Galeria Nara Roesler | New York is pleased to present a new chapter of the acclaimed exhibition Tomie Ohtake: At Her Fingertips, curated by Instituto Tomie Ohtake Chief Curator Paulo Miyada. Organized by Miyada especially for the New York gallery and including paintings, studies, engravings and photographs, this concise exhibition draws on the rich body of work created by Ohtake in the 1960s and 70s, as well as the artist’s own rarely-seen documentation of her process. The exhibition shares its theme with presentations of Tomie Ohtake: At Her Fingertips at Galeria Nara Roesler | São Paulo (August – September 2017) and Galeria Nara Roesler | Rio de Janeiro (February – March 2018), offering a unique focus on the development of the artist’s compositions from cut magazine collages to oil on canvas.
Tomie Ohtake is a monumental figure in the history of Brazilian abstraction. Her dedicated exploration of the formal, temporal, and spiritual aspects of color, shape, and gesture resulted in an extraordinary body of work spanning six decades. Born in 1913, she had a traditional upbringing in Kyoto and traveled to Brazil in 1936 to visit one of her brothers, who had been part of a large wave of Japanese immigration to the country. Unable to return to Japan because of the Second World War, Ohtake said that two factors were fundamental in her decision to settle permanently in Brazil: she was immediately enchanted by the country’s unique tropical luminosity, and she realized that in Brazil she would have the opportunity to be an artist with creative freedoms she would be denied as a woman in Japan. After marrying and raising her two children, she dedicated herself to her work and became closely associated with the Seibi group, an informal network of Japanese-Brazilian artists united by an interest in abstraction. Yet she was also connected to wider groups of critics and artists, including Willys de Castro, Mário Pedrosa, Paulo Herkenhoff, and Mira Schendel among others. Her multiple affiliations and connections freed her from alignment with any one particular approach to art making and positioned her on a singular artistic path. It was Schendel, and Herkenhoff in particular, who encouraged the artist to more explicitly draw upon Japanese traditions, such as Zen Buddhism and calligraphy. In 1975 Ohtake stated: “My work is occidental, but it has great Japanese influence, a reflex of my upbringing. This influence lies in the search for synthesis: a few elements should say much. In haiku poetry, for example, one speaks of the world in seventeen syllables.”

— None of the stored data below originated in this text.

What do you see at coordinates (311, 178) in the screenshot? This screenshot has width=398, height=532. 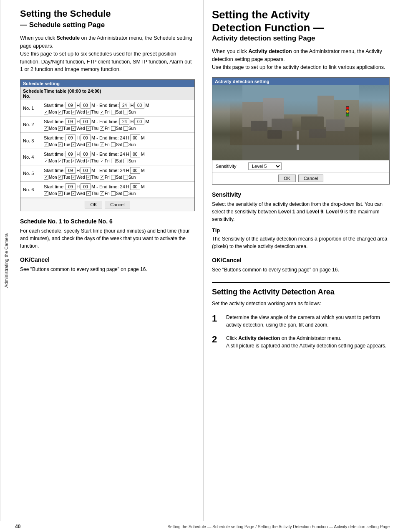 I see `activity-cancel-button: Cancel` at bounding box center [311, 178].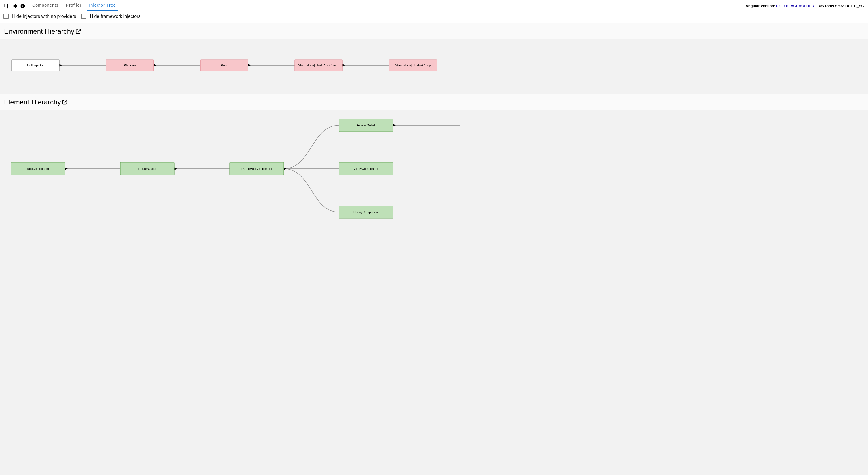 The height and width of the screenshot is (475, 868). Describe the element at coordinates (74, 6) in the screenshot. I see `tabs: Components Profiler Injector Tree` at that location.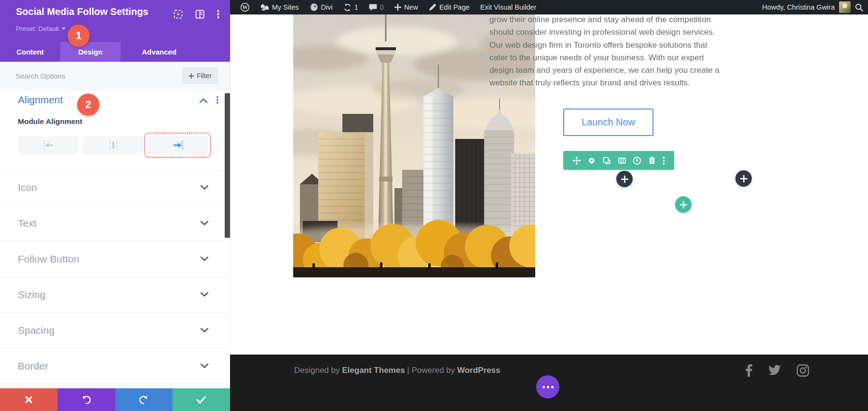 The image size is (868, 411). I want to click on align-center-button, so click(113, 145).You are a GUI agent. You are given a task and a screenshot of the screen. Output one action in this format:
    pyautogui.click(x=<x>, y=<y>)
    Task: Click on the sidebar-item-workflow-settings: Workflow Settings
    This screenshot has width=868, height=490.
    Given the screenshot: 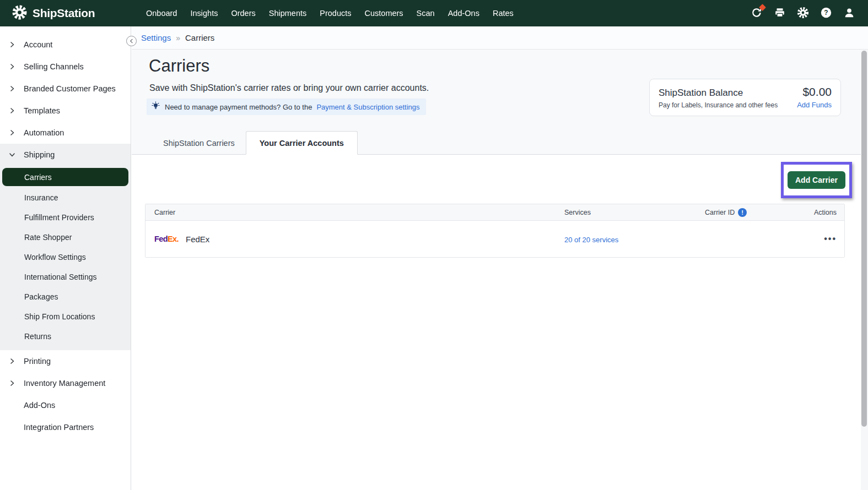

In the archival material stored by Ohtake in her studio-home, Paulo Miyada found notebooks of studies that were virtually unknown, containing small collages that reveal the artist's path to this synthesis in the 1960s and 70s. The delicate studies were created by ripping, cutting and pasting clippings of printed matter; magazines, invitations, newspapers, brochures. “By paying attention to the nature of Tomie Ohtake's process here we are granted access to the connections her painting has with chance, gesture and chromatic boldness,” notes the curator. Miyada points out that miniature studies are a consistent and recurring resource employed in the artist's work up until the 1980s. “The found compositions served as the guidelines for paintings and engravings that experimented with different sizes and chromatic combinations. It is as if the drawing board with clippings of paper were a mining zone for shapes and color combinations,” he adds. For her compositions in the 1960s, Tomie ripped pieces of paper to create the genesis of her paintings. “The figures, in this case, resemble simple geometric shapes, though with fuzzy contours; they hold the memory of having been ripped with the fingertips,” the curator emphasizes. Then in the 1970s, when her paintings began to employ shapes with more defined contours, the studies also transformed, as the artist went on to utilize scissors – never ruler and razor – to cut the paper. “It was a way to address the instantaneousness of gesture and impregnate the entire painting process with this balance between happenstance and control.” Furthermore, according to the curator, the textures of the paintings, surprisingly, are often times born out of the collage itself, appropriated from a variety of photographic materials. “The chromatic palette also expands, mirroring the chromaticism of an era that flirted with psychedelia.”